A few years later when Imhad my lisence I drove all the way to the Eastern Sierra mountains. I had my Red Wing hunter, 45# and was raring to go. The Kittredge catalog had touted the latest in camo which was a headnet /poncho. Great idea.... but when I had my firat real live deer in front of me the sun glared in the netting so brightly I couldnt tell which end of the deer was which.
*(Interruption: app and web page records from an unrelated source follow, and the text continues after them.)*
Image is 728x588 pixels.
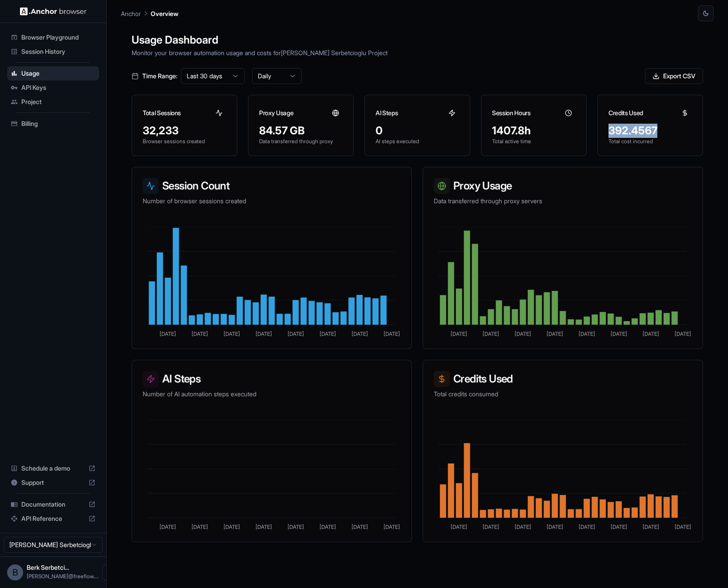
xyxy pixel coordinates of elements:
p: Number of browser sessions created [143,197,401,206]
tspan: [DATE] [224,524,240,530]
p: Data transferred through proxy [259,138,342,145]
div: Project [7,95,99,109]
tspan: [DATE] [191,524,208,530]
tspan: [DATE] [287,331,304,337]
span: Time Range: [143,72,178,80]
span: Billing [21,119,95,128]
div: Billing [7,117,99,131]
h1: Usage Dashboard [131,32,703,48]
tspan: [DATE] [320,524,336,530]
tspan: [DATE] [515,331,531,337]
span: Project [21,98,95,106]
p: Monitor your browser automation usage and costs for [PERSON_NAME] Serbetcioglu Project [131,48,703,58]
h3: AI Steps [143,371,401,387]
div: Documentation [7,497,99,512]
span: Schedule a demo [21,464,85,473]
tspan: [DATE] [579,331,595,337]
tspan: [DATE] [191,331,208,337]
tspan: [DATE] [224,331,240,337]
div: API Reference [7,512,99,526]
tspan: [DATE] [611,331,627,337]
span: Berk Serbetcioglu [27,564,69,571]
tspan: [DATE] [643,331,659,337]
tspan: [DATE] [255,524,272,530]
tspan: [DATE] [643,524,659,530]
tspan: [DATE] [675,524,691,530]
span: Usage [21,69,95,78]
h3: AI Steps [376,109,398,117]
h3: Session Hours [492,109,531,117]
span: API Reference [21,514,85,523]
p: Total credits consumed [434,390,692,398]
p: Total cost incurred [609,138,692,145]
tspan: [DATE] [450,331,467,337]
p: Anchor [121,9,141,18]
tspan: [DATE] [320,331,336,337]
p: Browser sessions created [143,138,226,145]
tspan: [DATE] [287,524,304,530]
p: Overview [151,9,178,18]
h3: Credits Used [434,371,692,387]
span: Documentation [21,500,85,509]
div: Usage [7,66,99,80]
div: Support [7,476,99,490]
span: Browser Playground [21,33,95,42]
tspan: [DATE] [483,524,499,530]
div: Session History [7,44,99,59]
tspan: [DATE] [547,331,563,337]
tspan: [DATE] [383,524,400,530]
div: 84.57 GB [259,124,342,138]
tspan: [DATE] [255,331,272,337]
h3: Total Sessions [143,109,181,117]
div: 392.4567 [609,124,692,138]
p: Number of AI automation steps executed [143,390,401,398]
tspan: [DATE] [547,524,563,530]
span: Support [21,478,85,487]
span: Session History [21,47,95,56]
div: Schedule a demo [7,461,99,476]
tspan: [DATE] [675,331,691,337]
h3: Proxy Usage [434,178,692,194]
span: berk@freeflow.dev [27,573,98,580]
button: Open menu [102,565,118,580]
div: 1407.8h [492,124,576,138]
tspan: [DATE] [160,524,176,530]
tspan: [DATE] [611,524,627,530]
h3: Credits Used [609,109,643,117]
tspan: [DATE] [450,524,467,530]
tspan: [DATE] [351,331,368,337]
tspan: [DATE] [351,524,368,530]
img: Anchor Logo [20,7,87,16]
tspan: [DATE] [383,331,400,337]
tspan: [DATE] [515,524,531,530]
h3: Session Count [143,178,401,194]
span: API Keys [21,83,95,92]
p: Total active time [492,138,576,145]
tspan: [DATE] [579,524,595,530]
div: 0 [376,124,459,138]
h3: Proxy Usage [259,109,293,117]
p: AI steps executed [376,138,459,145]
tspan: [DATE] [483,331,499,337]
div: Browser Playground [7,31,99,44]
div: B [7,565,23,580]
div: API Keys [7,80,99,95]
button: Export CSV [645,68,703,84]
p: Data transferred through proxy servers [434,197,692,206]
tspan: [DATE] [160,331,176,337]
div: 32,233 [143,124,226,138]
nav: breadcrumb [121,8,178,18]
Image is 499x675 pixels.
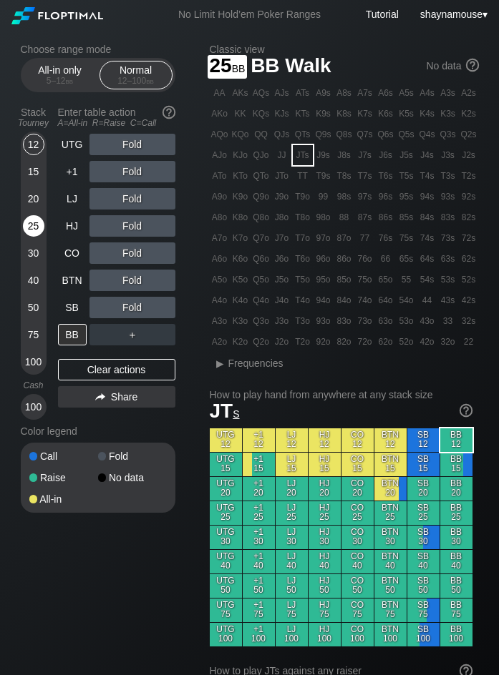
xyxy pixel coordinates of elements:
[89,161,175,182] div: Fold
[272,207,292,227] div: J8o
[210,453,242,476] div: UTG 15
[89,242,175,264] div: Fold
[29,494,98,504] div: All-in
[275,574,308,598] div: LJ 50
[396,207,416,227] div: 85s
[375,104,396,124] div: K6s
[272,249,292,269] div: J6o
[210,104,230,124] div: AKo
[272,332,292,352] div: J2o
[106,76,166,86] div: 12 – 100
[242,453,275,476] div: +1 15
[275,599,308,622] div: LJ 75
[210,400,240,422] span: JT
[89,297,175,318] div: Fold
[210,574,242,598] div: UTG 50
[313,187,333,207] div: 99
[341,574,373,598] div: CO 50
[396,187,416,207] div: 95s
[334,124,354,144] div: Q8s
[458,187,478,207] div: 92s
[334,311,354,331] div: 83o
[440,574,472,598] div: BB 50
[230,166,250,186] div: KTo
[232,59,245,75] span: bb
[58,101,175,134] div: Enter table action
[23,351,44,373] div: 100
[375,332,396,352] div: 62o
[374,501,406,525] div: BTN 25
[440,501,472,525] div: BB 25
[375,311,396,331] div: 63o
[242,501,275,525] div: +1 25
[58,161,87,182] div: +1
[438,207,458,227] div: 83s
[416,6,489,22] div: ▾
[89,324,175,345] div: ＋
[438,228,458,248] div: 73s
[293,332,313,352] div: T2o
[396,270,416,290] div: 55
[374,574,406,598] div: BTN 50
[417,166,437,186] div: T4s
[293,145,313,165] div: JTs
[417,83,437,103] div: A4s
[210,166,230,186] div: ATo
[23,188,44,210] div: 20
[251,83,271,103] div: AQs
[374,428,406,452] div: BTN 12
[407,574,439,598] div: SB 50
[407,453,439,476] div: SB 15
[464,57,480,73] img: help.32db89a4.svg
[396,228,416,248] div: 75s
[210,270,230,290] div: A5o
[313,311,333,331] div: 93o
[210,145,230,165] div: AJo
[458,270,478,290] div: 52s
[210,311,230,331] div: A3o
[334,332,354,352] div: 82o
[89,215,175,237] div: Fold
[248,55,333,79] span: BB Walk
[251,124,271,144] div: QQ
[355,311,375,331] div: 73o
[313,207,333,227] div: 98o
[308,501,340,525] div: HJ 25
[420,9,482,20] span: shaynamouse
[29,451,98,461] div: Call
[396,332,416,352] div: 52o
[293,187,313,207] div: T9o
[15,101,52,134] div: Stack
[157,9,342,24] div: No Limit Hold’em Poker Ranges
[396,104,416,124] div: K5s
[417,228,437,248] div: 74s
[458,228,478,248] div: 72s
[210,428,242,452] div: UTG 12
[89,188,175,210] div: Fold
[396,166,416,186] div: T5s
[313,332,333,352] div: 92o
[334,166,354,186] div: T8s
[251,270,271,290] div: Q5o
[272,83,292,103] div: AJs
[440,599,472,622] div: BB 75
[308,550,340,574] div: HJ 40
[355,332,375,352] div: 72o
[23,215,44,237] div: 25
[58,324,87,345] div: BB
[232,405,239,421] span: s
[438,104,458,124] div: K3s
[15,381,52,391] div: Cash
[210,501,242,525] div: UTG 25
[458,290,478,310] div: 42s
[341,477,373,501] div: CO 20
[210,249,230,269] div: A6o
[161,104,177,120] img: help.32db89a4.svg
[313,290,333,310] div: 94o
[251,249,271,269] div: Q6o
[341,526,373,549] div: CO 30
[210,290,230,310] div: A4o
[58,386,175,408] div: Share
[95,393,105,401] img: share.864f2f62.svg
[230,207,250,227] div: K8o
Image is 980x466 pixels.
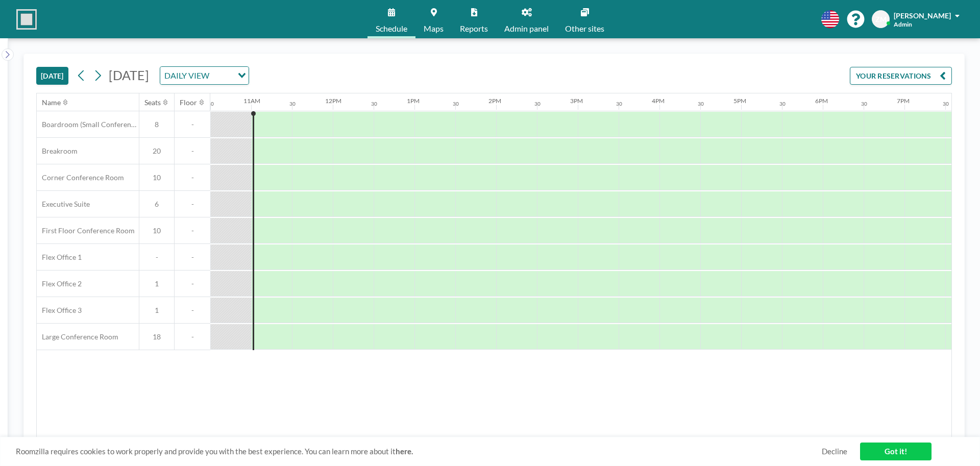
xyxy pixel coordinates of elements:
[140,253,174,262] span: -
[424,24,444,33] span: Maps
[893,11,950,20] span: [PERSON_NAME]
[212,69,231,82] input: Search for option
[174,333,210,342] span: -
[140,200,174,209] span: 6
[733,97,746,105] div: 5PM
[779,100,785,107] div: 30
[822,447,847,456] a: Decline
[698,100,703,107] div: 30
[875,15,886,24] span: ZM
[140,147,174,156] span: 20
[849,67,952,85] button: YOUR RESERVATIONS
[162,69,212,82] span: DAILY VIEW
[893,21,912,28] span: Admin
[174,306,210,315] span: -
[371,100,377,107] div: 30
[37,253,82,262] span: Flex Office 1
[16,447,822,456] span: Roomzilla requires cookies to work properly and provide you with the best experience. You can lea...
[109,68,149,83] span: [DATE]
[140,227,174,236] span: 10
[860,443,931,461] a: Got it!
[140,173,174,182] span: 10
[651,97,664,105] div: 4PM
[208,100,213,107] div: 30
[145,98,161,107] div: Seats
[37,147,78,156] span: Breakroom
[37,279,82,288] span: Flex Office 2
[37,306,82,315] span: Flex Office 3
[325,97,341,105] div: 12PM
[37,333,118,342] span: Large Conference Room
[565,24,604,33] span: Other sites
[37,227,134,236] span: First Floor Conference Room
[815,97,828,105] div: 6PM
[140,333,174,342] span: 18
[140,120,174,129] span: 8
[534,100,540,107] div: 30
[160,67,248,84] div: Search for option
[174,279,210,288] span: -
[896,97,909,105] div: 7PM
[140,306,174,315] span: 1
[488,97,501,105] div: 2PM
[289,100,295,107] div: 30
[406,97,419,105] div: 1PM
[504,24,549,33] span: Admin panel
[174,147,210,156] span: -
[174,120,210,129] span: -
[453,100,458,107] div: 30
[943,100,948,107] div: 30
[395,447,413,456] a: here.
[179,98,197,107] div: Floor
[174,200,210,209] span: -
[174,173,210,182] span: -
[376,24,407,33] span: Schedule
[460,24,488,33] span: Reports
[16,9,37,30] img: organization-logo
[140,279,174,288] span: 1
[616,100,622,107] div: 30
[37,120,139,129] span: Boardroom (Small Conference)
[36,67,68,85] button: [DATE]
[570,97,583,105] div: 3PM
[861,100,867,107] div: 30
[174,253,210,262] span: -
[42,98,60,107] div: Name
[174,227,210,236] span: -
[37,200,90,209] span: Executive Suite
[37,173,124,182] span: Corner Conference Room
[244,97,260,105] div: 11AM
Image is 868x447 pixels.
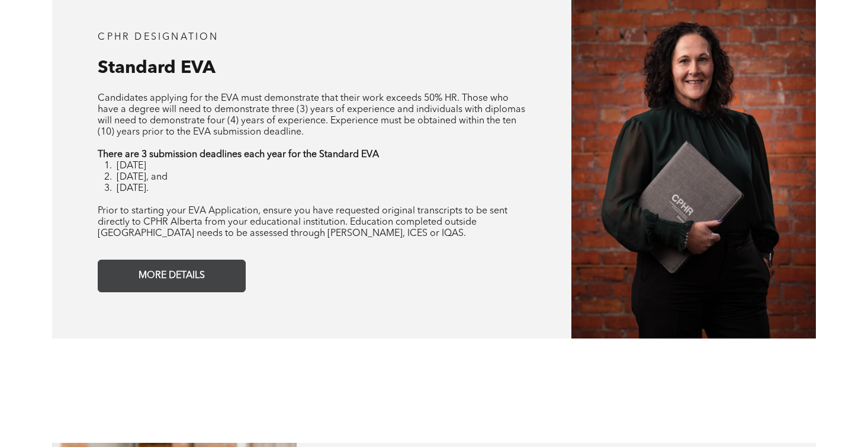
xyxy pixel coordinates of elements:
span: MORE DETAILS [134,264,209,288]
strong: There are 3 submission deadlines each year for the Standard EVA [97,150,379,159]
span: [DATE], and [117,173,167,182]
span: Prior to starting your EVA Application, ensure you have requested original transcripts to be sent... [97,206,507,238]
span: Standard EVA [97,59,216,77]
span: [DATE]. [117,184,149,193]
span: Candidates applying for the EVA must demonstrate that their work exceeds 50% HR. Those who have a... [97,94,526,137]
a: MORE DETAILS [97,259,246,292]
span: [DATE] [117,161,146,171]
span: CPHR DESIGNATION [97,33,219,42]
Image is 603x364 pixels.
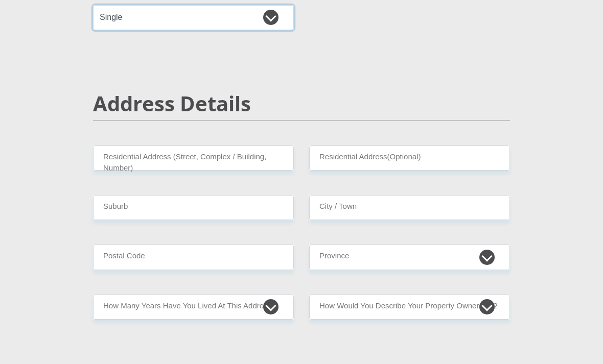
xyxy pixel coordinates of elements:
[93,145,294,170] input: Valid residential address
[309,294,510,320] select: Please select a value
[309,145,510,170] input: Address line 2 (Optional)
[309,195,510,220] input: City
[93,245,294,269] input: Postal Code
[93,195,294,220] input: Suburb
[93,91,510,116] h2: Address Details
[309,245,510,269] select: Please Select a Province
[93,294,294,320] select: Please select a value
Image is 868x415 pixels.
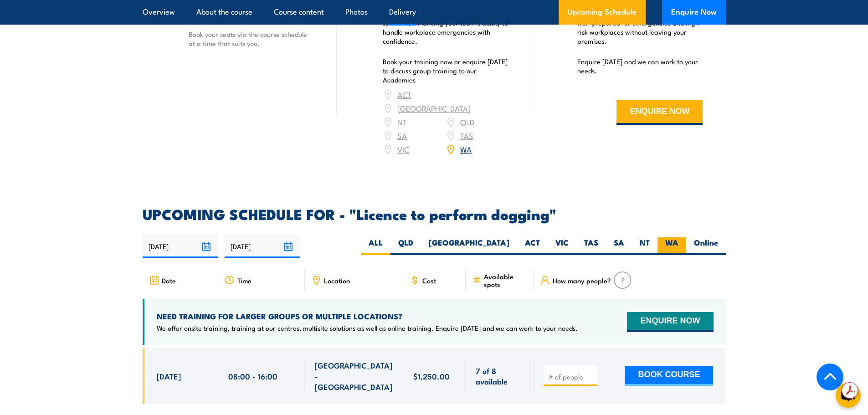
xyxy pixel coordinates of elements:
[553,276,611,284] span: How many people?
[383,57,508,84] p: Book your training now or enquire [DATE] to discuss group training to our Academies
[422,276,436,284] span: Cost
[157,371,181,381] span: [DATE]
[157,311,578,322] h4: NEED TRAINING FOR LARGER GROUPS OR MULTIPLE LOCATIONS?
[189,30,315,48] p: Book your seats via the course schedule at a time that suits you.
[625,366,713,386] button: BOOK COURSE
[461,144,472,154] a: WA
[484,272,527,288] span: Available spots
[324,276,350,284] span: Location
[577,57,703,75] p: Enquire [DATE] and we can work to your needs.
[142,235,218,258] input: From date
[627,312,713,332] button: ENQUIRE NOW
[632,238,658,255] label: NT
[617,100,703,125] button: ENQUIRE NOW
[157,324,578,333] p: We offer onsite training, training at our centres, multisite solutions as well as online training...
[390,238,421,255] label: QLD
[517,238,548,255] label: ACT
[658,238,686,255] label: WA
[361,238,390,255] label: ALL
[836,383,861,408] button: chat-button
[238,276,251,284] span: Time
[576,238,606,255] label: TAS
[421,238,517,255] label: [GEOGRAPHIC_DATA]
[225,235,300,258] input: To date
[229,371,278,381] span: 08:00 - 16:00
[413,371,450,381] span: $1,250.00
[548,238,576,255] label: VIC
[549,372,594,381] input: # of people
[476,365,524,387] span: 7 of 8 available
[315,360,393,392] span: [GEOGRAPHIC_DATA] - [GEOGRAPHIC_DATA]
[142,208,726,220] h2: UPCOMING SCHEDULE FOR - "Licence to perform dogging"
[606,238,632,255] label: SA
[686,238,726,255] label: Online
[162,276,176,284] span: Date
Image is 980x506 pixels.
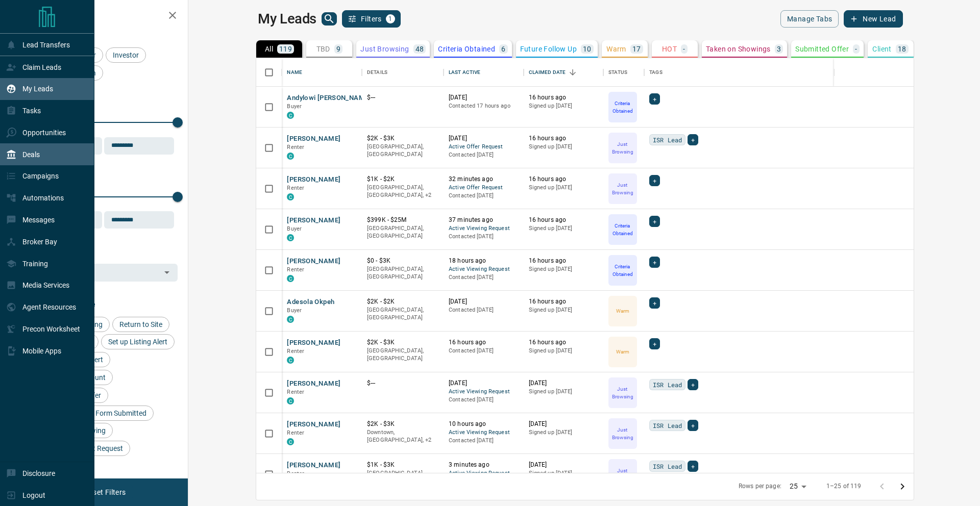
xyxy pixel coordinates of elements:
[529,379,598,388] p: [DATE]
[106,47,146,63] div: Investor
[449,437,519,445] p: Contacted [DATE]
[691,135,695,145] span: +
[529,461,598,469] p: [DATE]
[583,45,592,52] p: 10
[287,175,341,184] button: [PERSON_NAME]
[287,379,341,389] button: [PERSON_NAME]
[609,58,628,87] div: Status
[449,338,519,347] p: 16 hours ago
[287,266,304,273] span: Renter
[691,461,695,471] span: +
[529,420,598,429] p: [DATE]
[438,45,495,52] p: Criteria Obtained
[449,273,519,281] p: Contacted [DATE]
[287,193,294,201] div: condos.ca
[449,102,519,110] p: Contacted 17 hours ago
[529,134,598,143] p: 16 hours ago
[795,45,849,52] p: Submitted Offer
[287,216,341,225] button: [PERSON_NAME]
[279,45,292,52] p: 119
[449,297,519,306] p: [DATE]
[653,338,656,349] span: +
[287,461,341,470] button: [PERSON_NAME]
[116,320,166,328] span: Return to Site
[529,338,598,347] p: 16 hours ago
[529,58,566,87] div: Claimed Date
[33,10,177,23] h2: Filters
[520,45,576,52] p: Future Follow Up
[683,45,685,52] p: -
[609,140,636,155] p: Just Browsing
[529,225,598,233] p: Signed up [DATE]
[367,306,439,322] p: [GEOGRAPHIC_DATA], [GEOGRAPHIC_DATA]
[606,45,626,52] p: Warm
[287,389,304,395] span: Renter
[287,429,304,436] span: Renter
[653,94,656,104] span: +
[687,134,698,145] div: +
[449,306,519,314] p: Contacted [DATE]
[449,347,519,355] p: Contacted [DATE]
[287,438,294,445] div: condos.ca
[855,45,857,52] p: -
[287,316,294,323] div: condos.ca
[287,307,301,314] span: Buyer
[367,143,439,159] p: [GEOGRAPHIC_DATA], [GEOGRAPHIC_DATA]
[780,10,838,28] button: Manage Tabs
[449,429,519,437] span: Active Viewing Request
[287,184,304,191] span: Renter
[603,58,644,87] div: Status
[738,482,782,491] p: Rows per page:
[449,151,519,159] p: Contacted [DATE]
[644,58,964,87] div: Tags
[258,11,317,27] h1: My Leads
[653,379,682,389] span: ISR Lead
[287,297,334,307] button: Adesola Okpeh
[449,469,519,478] span: Active Viewing Request
[449,216,519,225] p: 37 minutes ago
[653,257,656,268] span: +
[529,102,598,110] p: Signed up [DATE]
[322,12,337,26] button: search button
[706,45,771,52] p: Taken on Showings
[687,461,698,472] div: +
[287,103,301,109] span: Buyer
[653,420,682,430] span: ISR Lead
[265,45,273,52] p: All
[649,175,660,186] div: +
[101,334,174,349] div: Set up Listing Alert
[687,420,698,431] div: +
[609,467,636,482] p: Just Browsing
[287,338,341,348] button: [PERSON_NAME]
[501,45,505,52] p: 6
[317,45,331,52] p: TBD
[449,420,519,429] p: 10 hours ago
[287,152,294,160] div: condos.ca
[449,233,519,241] p: Contacted [DATE]
[367,265,439,281] p: [GEOGRAPHIC_DATA], [GEOGRAPHIC_DATA]
[287,134,341,144] button: [PERSON_NAME]
[367,338,439,347] p: $2K - $3K
[449,184,519,192] span: Active Offer Request
[77,483,132,501] button: Reset Filters
[287,257,341,266] button: [PERSON_NAME]
[529,388,598,396] p: Signed up [DATE]
[653,217,656,227] span: +
[449,192,519,200] p: Contacted [DATE]
[649,257,660,268] div: +
[287,144,304,150] span: Renter
[287,112,294,119] div: condos.ca
[287,357,294,364] div: condos.ca
[367,469,439,485] p: North York, Toronto
[449,379,519,388] p: [DATE]
[649,58,663,87] div: Tags
[529,347,598,355] p: Signed up [DATE]
[529,469,598,478] p: Signed up [DATE]
[367,93,439,102] p: $---
[649,93,660,104] div: +
[367,58,387,87] div: Details
[529,429,598,437] p: Signed up [DATE]
[367,134,439,143] p: $2K - $3K
[367,429,439,444] p: Midtown | Central, Toronto
[566,66,580,79] button: Sort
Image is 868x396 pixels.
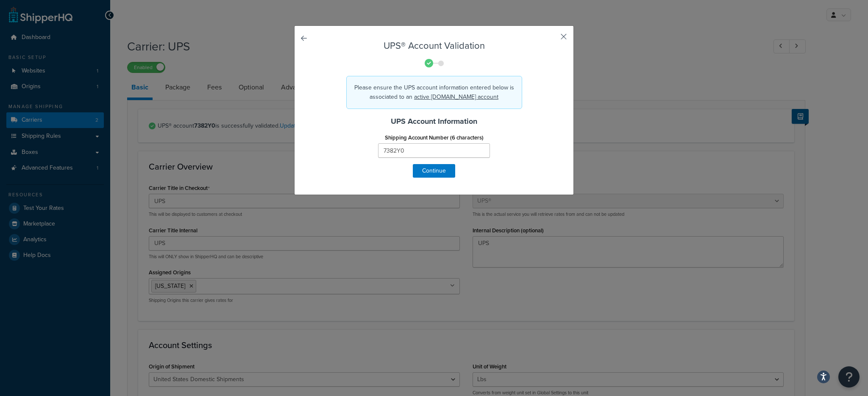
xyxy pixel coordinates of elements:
[354,83,515,101] p: Please ensure the UPS account information entered below is associated to an
[413,164,455,177] button: Continue
[385,134,484,141] label: Shipping Account Number (6 characters)
[316,116,553,127] h4: UPS Account Information
[414,92,498,101] a: active [DOMAIN_NAME] account
[316,40,553,51] h3: UPS® Account Validation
Still have the Red Wing (Actually a White Wing) which is made in the same press but with white glass. Remember camo socks for limb covers?

From: TrapperKayak
Date: 12-Dec-17




Shade, that's funny....caffeine buck fever. I only got real true buck fever once (I do get the shakes, but can control it mostly). It was opening day of elk season in WA, and I saw a big Roosie 6x first thing, probably 700 yds across a huge clearcut across a steep creek draw. I literally was shaking violently and could not even load the rifle, but finally did and shot n missed. Decided to go around and intercept him, which I did over an hour later which seemed like an eternity, and got him. By then the 'fever' had subsided.

From: lawdy
Date: 14-Dec-17




1953, my brother and I chased a skunk around our barn and shot him with our little bows and arrows. We got sprayed. Our mother was so proud.

From: Carolinabob
Date: 14-Dec-17




George, still using "Wildroot"?

From: mnbwhtr
Date: 15-Dec-17




1960 I started with a 45 Paul Bunyon custom recurve and 5 cedars with bodkins on them. The early season started and the farmer cut all the corn where I had my platform stand(plywood in a tree 6' off the ground) and I dididn't know what else to do or go. The opening of the December season found me with 2 other kids in a 60 studebaker at a state park in a snowstorm. Now comes the real memory.... the driver had poured Bucks buck lure on his pants cuff when he hunted that morning and the heater in the car was on high so the aroma filled the car! Sugar shack was playing on the radio and every time I hear sugar shack my mind goes back to that day and the smell of Bucks buck lure.

From: YanYeoman
Date: 15-Dec-17




Must have been around 1963 or so...out roaming with a fairly-low poundage fiberglass bow....spied a groundhog, naively let arrow fly, and I got lucky. First groundhog I ever got with anything.